Injury Rates Higher in Amazon’s Automated Warehouses

According to a report by Reveal, the rate of serious injuries from 2016 to 2019 was more than 50% higher at warehouses with robots than ones without

What are the benefits of automation? Well, it can help with consistency, lower operating costs, and, according to Productivity Inc., automation can improve worker safety. “Automated cells remove workers from dangerous tasks,” it said, adding that employees would thank their employers for “safeguarding them against the hazards of a factory environment.”

It’s a believable benefit, and it obviously has some truth to it. But, this week, Reveal from the Center for Investigative Reporting, found that Amazon employees working at Amazon’s automated factories have higher injury rates than those without robots; the opposite of what the company claimed would be the case.

Reveal obtained internal documents as part of a wider investigation of Amazon’s workplace safety and rising injury rates across the country. According to the data, injury rates at Amazon’s robotic warehouses have increased year on year for the past four years. The report found that this is likely thanks to the ramping up of production quotas in automated factories.

At Amazon fulfillment centers used to ship small to medium-sized packages (the most common type of warehouse used by the company), the rate of serious injuries from 2016 to 2019 was more than 50% higher at warehouses with robots than ones without, according to the report. 

Reveal heard from a number of Amazon warehouse employees whose accounts matched their findings:

The robots were too efficient. They could bring items so quickly that the productivity expectations for workers more than doubled, according to a former senior operations manager who saw the transformation. And they kept climbing. At the most common kind of warehouse, workers called pickers – who previously had to grab and scan about 100 items an hour – were expected to hit rates of up to 400 an hour at robotic fulfillment centers.

Along with the increase in speed needed to meet the demands of both the company and the robots, repetitive strain injury (RSI) became common among workers, who had gone from walking around a warehouse to standing in one place for 10 hours a day, doing the same task over and over. But this isn’t new. 

In 2015, OSHA  called out Amazon for exposing employees to “ergonomic risk factors including stress from repeated bending at the waist and repeated exertions, and standing during entire shifts up to 10 hours, four days a week and sometimes including mandatory overtime shifts.” They recommended extra rest breaks and rotating tasks, but Amazon is yet to implement anything of the sort. 

A former Amazon safety manager told Reveal that the company became aware of the problems posed by increased automation “within a year or two of introducing the robots,” but were unsure of how to fix things without slowing down. “We realized early on there was an issue” the ex-employee told Reveal. “It was just – you’re already moving that way at light speed, so how do you take a step back and readjust?”

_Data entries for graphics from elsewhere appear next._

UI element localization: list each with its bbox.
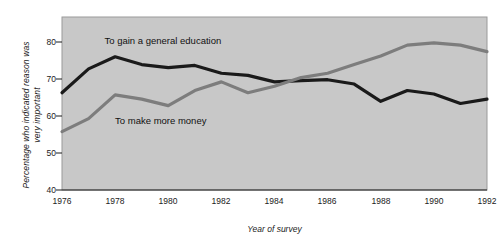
- y-axis-ticks: [56, 42, 62, 190]
- x-tick-label: 1976: [42, 196, 82, 206]
- x-tick-label: 1978: [95, 196, 135, 206]
- series-annotation-make-more-money: To make more money: [115, 115, 206, 126]
- x-tick-label: 1980: [148, 196, 188, 206]
- x-tick-label: 1992: [467, 196, 502, 206]
- series-annotation-general-education: To gain a general education: [105, 35, 222, 46]
- y-tick-label: 40: [30, 185, 56, 195]
- y-tick-label: 50: [30, 148, 56, 158]
- y-tick-label: 60: [30, 111, 56, 121]
- y-tick-label: 70: [30, 74, 56, 84]
- x-tick-label: 1986: [307, 196, 347, 206]
- y-axis-tick-labels: 80 70 60 50 40: [26, 0, 56, 244]
- chart-figure: Percentage who indicated reason was very…: [0, 0, 502, 244]
- plot-canvas: [0, 0, 502, 244]
- x-tick-label: 1990: [414, 196, 454, 206]
- y-tick-label: 80: [30, 37, 56, 47]
- x-tick-label: 1982: [201, 196, 241, 206]
- x-tick-label: 1984: [254, 196, 294, 206]
- x-tick-label: 1988: [361, 196, 401, 206]
- x-axis-label: Year of survey: [62, 224, 487, 234]
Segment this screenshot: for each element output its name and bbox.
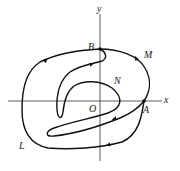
curve-n-label: N bbox=[114, 76, 121, 86]
y-axis-label: y bbox=[97, 4, 101, 14]
point-a bbox=[142, 99, 146, 103]
point-b-label: B bbox=[88, 42, 94, 52]
x-axis-label: x bbox=[164, 95, 168, 105]
curve-m-label: M bbox=[144, 50, 152, 60]
point-b bbox=[98, 47, 102, 51]
curve-l-label: L bbox=[19, 141, 25, 151]
diagram-canvas bbox=[0, 0, 180, 171]
origin-label: O bbox=[89, 104, 96, 114]
point-a-label: A bbox=[143, 105, 149, 115]
curve-m bbox=[100, 49, 149, 101]
curve-l bbox=[22, 49, 144, 149]
curve-n bbox=[47, 49, 144, 136]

And, in 2018, Amazon safety officials set out to find out why 36% of workers at their DuPont warehouse gave an “unfavorable” response to the question, “Does the safety training match the real-world expectations of your job?” The overwhelming response was that the work “requires me to move too quickly, so I am forced to either cut corners or not make rate.”

The main implications of Reveal’s report are that Amazon is attempting to conceal its growing injury rates from the rest of the world so they don’t have to slow down production (or profits). 

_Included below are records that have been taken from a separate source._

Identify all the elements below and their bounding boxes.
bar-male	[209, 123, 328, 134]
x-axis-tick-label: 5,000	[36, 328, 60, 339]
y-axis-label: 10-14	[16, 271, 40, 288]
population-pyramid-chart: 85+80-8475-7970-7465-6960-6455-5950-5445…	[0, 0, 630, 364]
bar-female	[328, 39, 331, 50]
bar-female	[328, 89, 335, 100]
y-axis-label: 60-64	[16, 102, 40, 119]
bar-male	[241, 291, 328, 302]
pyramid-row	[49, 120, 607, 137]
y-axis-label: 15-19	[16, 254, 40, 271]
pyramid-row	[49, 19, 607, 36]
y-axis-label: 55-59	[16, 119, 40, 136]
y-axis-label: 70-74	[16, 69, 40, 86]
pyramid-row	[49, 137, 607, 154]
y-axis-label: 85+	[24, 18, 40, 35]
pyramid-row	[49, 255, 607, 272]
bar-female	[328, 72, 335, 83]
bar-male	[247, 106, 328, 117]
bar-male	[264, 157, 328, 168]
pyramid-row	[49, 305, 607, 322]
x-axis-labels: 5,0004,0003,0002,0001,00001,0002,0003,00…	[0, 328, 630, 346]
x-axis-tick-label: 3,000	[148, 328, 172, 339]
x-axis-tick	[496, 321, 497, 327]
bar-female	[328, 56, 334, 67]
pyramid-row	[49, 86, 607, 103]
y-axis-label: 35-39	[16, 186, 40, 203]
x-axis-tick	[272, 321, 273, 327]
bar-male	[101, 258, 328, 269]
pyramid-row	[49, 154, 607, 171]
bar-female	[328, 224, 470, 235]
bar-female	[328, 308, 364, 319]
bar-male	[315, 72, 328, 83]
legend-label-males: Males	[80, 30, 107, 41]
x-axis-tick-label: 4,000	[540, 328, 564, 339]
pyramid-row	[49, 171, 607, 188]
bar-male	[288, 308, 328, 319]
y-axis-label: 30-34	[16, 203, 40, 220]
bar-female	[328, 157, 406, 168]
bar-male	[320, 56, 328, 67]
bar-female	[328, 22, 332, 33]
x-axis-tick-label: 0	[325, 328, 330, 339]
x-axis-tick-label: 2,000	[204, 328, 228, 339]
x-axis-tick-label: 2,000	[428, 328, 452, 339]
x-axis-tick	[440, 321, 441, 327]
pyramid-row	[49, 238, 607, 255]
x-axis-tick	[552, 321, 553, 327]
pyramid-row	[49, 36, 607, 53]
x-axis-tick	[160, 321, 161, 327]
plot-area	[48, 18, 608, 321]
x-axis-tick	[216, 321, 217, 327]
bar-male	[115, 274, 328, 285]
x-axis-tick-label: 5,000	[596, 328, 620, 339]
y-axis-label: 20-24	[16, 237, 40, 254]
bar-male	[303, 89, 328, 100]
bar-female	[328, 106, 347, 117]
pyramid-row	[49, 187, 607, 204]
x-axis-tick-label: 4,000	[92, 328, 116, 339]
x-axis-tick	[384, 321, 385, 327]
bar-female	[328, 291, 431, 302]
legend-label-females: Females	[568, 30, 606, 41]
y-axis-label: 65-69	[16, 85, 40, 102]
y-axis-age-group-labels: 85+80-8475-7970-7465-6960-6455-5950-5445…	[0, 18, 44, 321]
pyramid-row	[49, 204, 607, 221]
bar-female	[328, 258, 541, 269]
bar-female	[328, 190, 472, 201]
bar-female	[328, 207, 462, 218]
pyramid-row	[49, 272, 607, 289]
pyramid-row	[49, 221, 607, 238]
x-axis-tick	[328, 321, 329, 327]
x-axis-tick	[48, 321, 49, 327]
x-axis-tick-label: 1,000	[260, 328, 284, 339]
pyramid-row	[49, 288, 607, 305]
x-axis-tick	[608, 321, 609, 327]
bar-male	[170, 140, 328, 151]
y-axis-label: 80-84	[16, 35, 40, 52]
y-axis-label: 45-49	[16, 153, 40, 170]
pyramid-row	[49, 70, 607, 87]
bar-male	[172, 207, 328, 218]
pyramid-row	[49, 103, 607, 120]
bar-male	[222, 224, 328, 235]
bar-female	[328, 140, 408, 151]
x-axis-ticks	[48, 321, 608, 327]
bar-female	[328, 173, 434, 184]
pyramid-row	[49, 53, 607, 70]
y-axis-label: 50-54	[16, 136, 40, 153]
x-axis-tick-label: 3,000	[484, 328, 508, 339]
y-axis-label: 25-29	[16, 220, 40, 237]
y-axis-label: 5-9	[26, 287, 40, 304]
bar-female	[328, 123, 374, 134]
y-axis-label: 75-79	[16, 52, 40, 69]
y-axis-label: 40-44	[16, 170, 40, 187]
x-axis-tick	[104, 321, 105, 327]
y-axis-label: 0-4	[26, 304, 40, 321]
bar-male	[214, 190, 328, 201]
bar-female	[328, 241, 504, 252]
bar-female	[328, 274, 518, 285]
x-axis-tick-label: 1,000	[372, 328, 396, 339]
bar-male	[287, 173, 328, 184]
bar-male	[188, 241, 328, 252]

Yesterday, Amazon sent a statement to The Verge saying that Reveal’s report was misleading: “The very internal documents [Reveal] claims to have obtained ultimately illustrate one thing—we have a deep focus on the safety of our teams.”

Amazon claims that, because it reports more injuries than other companies in the industry it looks like it has a higher rate of injury. The company said:

Reveal is misinformed regarding an OSHA safety metric that measures days away and restricted or transferred work (known as a DART rate) as something the reporter mistakenly calls a serious incident rate. The reality is that there is no such OSHA or industry “serious incident rate,” and our DART rate is actually supportive of employees as it encourages someone with any type of injury, for example, a small strain or sprain, to stay away from work until they’re better.

However, Reveal says it used the term “Serious Injury Rate” (not “incident”) as a replacement for DART, in order to simplify things for its readers.

Despite investing millions of dollars into protecting the safety of its employees over the years, Amazon has only seen an increase in injury rates every year since 2015.